So she says seeing Alena achieve her dreams on national television is really moving.

“I totally leaked tears because it’s like, how awesome is that to have somebody representing this, you know, she’s married into our family, but instantly she’s like, one of us,” she said.

A lot of the family is concentrated in Hoonah, but many members are spread out across Alaska and the Lower-48. Everyone tunes in for the games: Facebook messages to a cousin in Kansas, chats between Juneau and Russia. Alena’s father-in-law lives really remotely, on Excursion Inlet. Veler says he doesn’t get the games out there, but he’s always got his team hat on and stands by for text updates from the family when Alena plays.

“The bottom line, the whole thing is like: our hearts are full of love, excitement and pride for her,” Veler said.

“We are all spread out all over the U.S. and we are all feeling the same thing. You can’t quite explain it, but it’s pretty powerful. Pretty awesome. She’s one person connecting all of us with all these feelings and emotions,” she said.

Alena Mills’ team won’t medal this year. They were eliminated after a loss to the U.S. team. But the Mills family — from Hoonah to Juneau to Kansas to Russia — was with her the whole way.

A previous version of this article misspelled Alena Mills’ name.

Ketchikan’s school district is investigating allegations of racism at a basketball game against Alaska’s only Native reservation

Ketchikan High School (Photo by Leila Kheiry/KRBD)

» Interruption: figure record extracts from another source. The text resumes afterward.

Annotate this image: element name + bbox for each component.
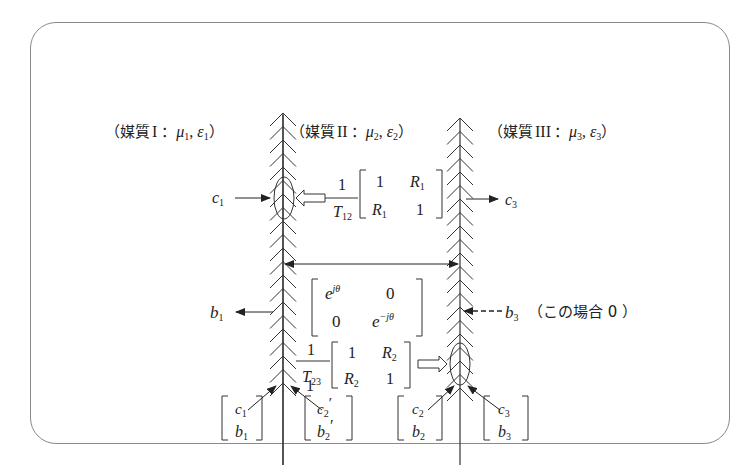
svg-text:c2′: c2′ bbox=[317, 395, 332, 419]
svg-text:1: 1 bbox=[386, 370, 394, 387]
arrow-c2b2-in bbox=[428, 386, 454, 410]
svg-text:T23: T23 bbox=[302, 368, 321, 387]
svg-text:c2: c2 bbox=[412, 401, 424, 419]
svg-text:1: 1 bbox=[307, 341, 315, 358]
svg-text:1: 1 bbox=[348, 344, 356, 361]
svg-text:b2′: b2′ bbox=[317, 417, 334, 442]
svg-text:R2: R2 bbox=[381, 344, 397, 363]
hollow-arrow-right bbox=[418, 356, 447, 372]
svg-text:b2: b2 bbox=[412, 423, 425, 442]
svg-text:c3: c3 bbox=[498, 401, 510, 419]
svg-text:c1: c1 bbox=[235, 401, 247, 419]
svg-text:b3: b3 bbox=[498, 423, 511, 442]
junction-ellipse-bottom bbox=[450, 343, 470, 385]
svg-text:b1: b1 bbox=[235, 423, 248, 442]
matrix-t23-group: 1 T23 1 R2 R2 1 bbox=[296, 341, 410, 389]
diagram-lower-layer: 1 T23 1 R2 R2 1 c1 b1 c2′ b2′ c2 b2 bbox=[0, 0, 742, 465]
svg-text:R2: R2 bbox=[343, 370, 359, 389]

Ketchikan’s school district says it’s investigating allegations of racism in the stands after some of its high school students dressed up as cowboys during a basketball game against its rivals from Alaska’s only Native reservation.

Tensions flared after photos circulated of student fans dressed in western wear in the stands at a varsity high school basketball game at Ketchikan High School on Saturday. Students in the school’s pep club wore cowboy hats, cowboy boots, flannel shirts, and the like.

India Hudson says she was at the game. She has ties to both communities — she lives in Ketchikan, and her sons play for Kayhi’s junior varsity basketball team, but she’s Tsimshian from Metlakatla and a member of Metlakatla’s federally recognized tribe.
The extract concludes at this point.